Ahrntal

from Wikipedia, the free encyclopedia
Aerial view of the Ahrntal

The Ahrntal ( Italian: Valle Aurina ), also called Ahrn for short , is the approximately 35 kilometers long valley of the upper reaches of the Ahr in South Tyrol ( Italy ).

physical geography

View of the Ahrntal near Steinhaus

The Ahrntal is the northern continuation of the Tauferer valley, which is also traversed by the Ahr . The Ahrntal and Tauferer Tal are therefore occasionally summarized under the term Tauferer Ahrntal , but there are considerable geomorphological differences. The wide, north-south running Tauferer Tal with its almost flat valley floor ends above Sand in Taufers at a gorge-like narrow point. This bottleneck, from which the valley now has significantly more significant gradients, is seen as the beginning of the Ahrntal. The Ahrntal widens again at the first village Luttach and now takes on the character of a long valley with a pronounced trough-like cross-section. The course of the valley swings to Luttach in an east-northeast direction and maintains this up to the source of the Ahr below the Birnlücke . Prettau , the uppermost area of ​​the valley after the narrow passage Klamm (e) , is sometimes viewed as an independent valley, separate from the Ahrntal valley .

The Ahrntal is surrounded by numerous mountains over 3000 meters high, which form the main Alpine ridge on the north side . On the orographically right side it is framed by peaks of the Zillertal Alps , in particular the Zillertal main ridge , which are made up of eye and flasher gneiss from the central gneiss zone. From here the Ahrntal also has by far the largest side valley, the Weißenbachtal . The mountains on the left side of the valley belong to the Venediger group , to which the Durreck group is also included, and are formed from rocks of the slate shell and the Upper Eastern Alpine old crystalline.

Human geography

Administratively, the Ahrntal is divided into three communities. All the villages in the valley belong to the municipalities of Prettau and Ahrntal , small areas of the valley entrance to the municipality of Sand in Taufers . The villages of the valley are from north to south Kasern (northernmost settlement in Italy), Prettau, St. Peter , St. Jakob , Steinhaus , St. Johann (the largest village in the valley) and Luttach .

Significant parts of the left valley flanks and the end of the valley are protected in the Rieserferner-Ahrn Nature Park .

The valley is open to road traffic all year round from the south through the SS 621 starting near Bruneck . 28 mountain trails cross the border between Italy and Austria and connect the Ahrntal with North Tyrol , Salzburg and East Tyrol . The most well-known are:

etymology

The name of the valley was first documented in 1048 in the Latinized form Aurina . In the following centuries the name appears in the spellings Ourin , Ǒweren , Ǒrne , Eurne , Oweren , Eurn , Aeuren and Aüren before the form Arn appears in 1370 .

The etymology of Ahrn is unclear. Peter Anreiter is thinking of an Eastern Alps Indo-European word for water * aur , which was adjective to * aur-in-a in the meaning of "water-rich". Cristian Kollmann considers an origin from a pre-Roman, possibly Rhaetian language class to be probable and interprets the name as "the area of ​​a person named Auri". Lois Craffonara contrast, uses alps Romanesque * AURINA (from the Latin aura meaning "breath of air, breeze, breeze, wind") as the name of origin and refers to the fact that with the Windtal, a side at Prettau could be locally already the same naming motif .

literature

Individual evidence

  1. Harald Rost: On the geology, petrography and tectonics of the Pennine, the Matreier Zone and the old crystalline between Pürschbach and Großklausenbach (Durreck Group, Ahrntal, South Tyrol) . Erlangen 1989 (diploma thesis, University of Erlangen, online version ).
  2. Johannes Ortner: Troute, Trett and Tungmått. An evening on the Töldrer place and field names - Part 1: St. Jakob in Ahrn . Lecture given on February 6, 2015 in St. Jakob.
  3. Peter Anreiter, Christian Chapman, Gerhard Rampl: The community names of Tyrol: origin and meaning . Wagner, Innsbruck 2009, ISBN 978-3-7030-0449-0 , p. 598.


* _Assignment_:
Produce a faithful copy of the data, one that leaves out the pictures.

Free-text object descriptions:

------

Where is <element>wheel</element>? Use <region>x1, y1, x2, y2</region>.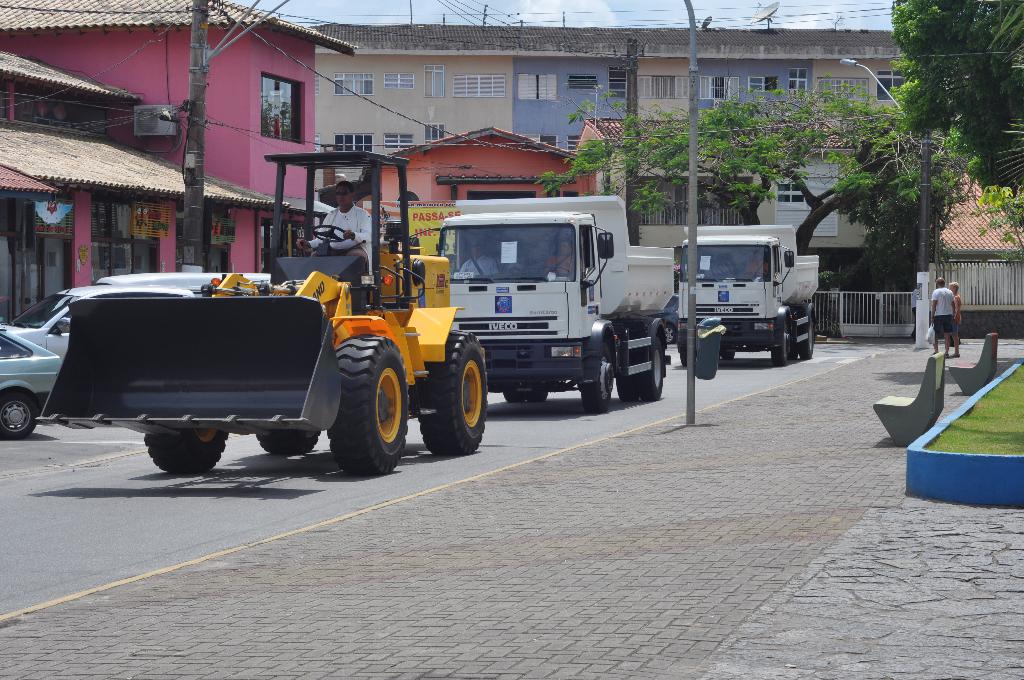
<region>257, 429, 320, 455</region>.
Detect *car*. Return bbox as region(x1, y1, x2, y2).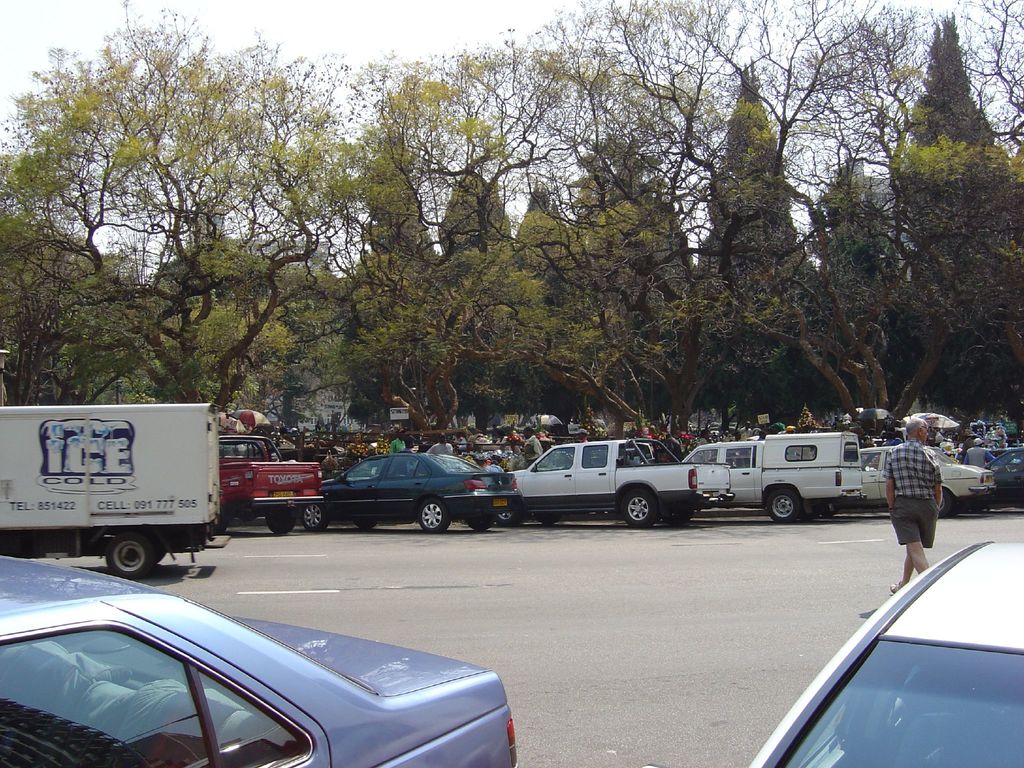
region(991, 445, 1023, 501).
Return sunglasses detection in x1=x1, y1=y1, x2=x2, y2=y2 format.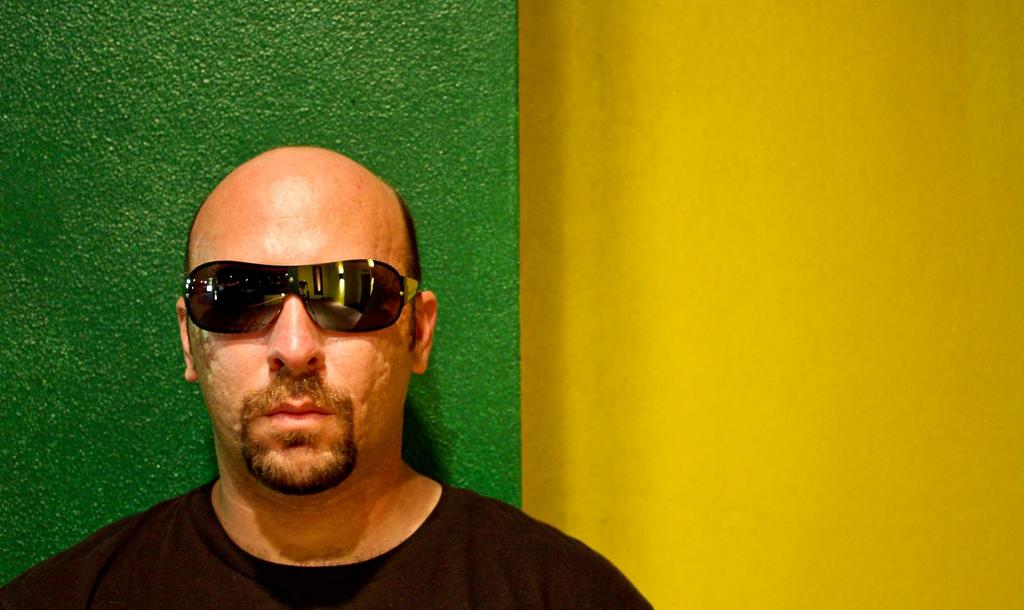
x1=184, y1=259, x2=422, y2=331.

------

* _Your response_:
Where is <element>wheel</element>? Use <region>x1, y1, x2, y2</region>.
<region>257, 429, 320, 455</region>.
Detect *car*. Return bbox as region(x1, y1, x2, y2).
region(991, 445, 1023, 501).
Return sunglasses detection in x1=x1, y1=y1, x2=x2, y2=y2 format.
x1=184, y1=259, x2=422, y2=331.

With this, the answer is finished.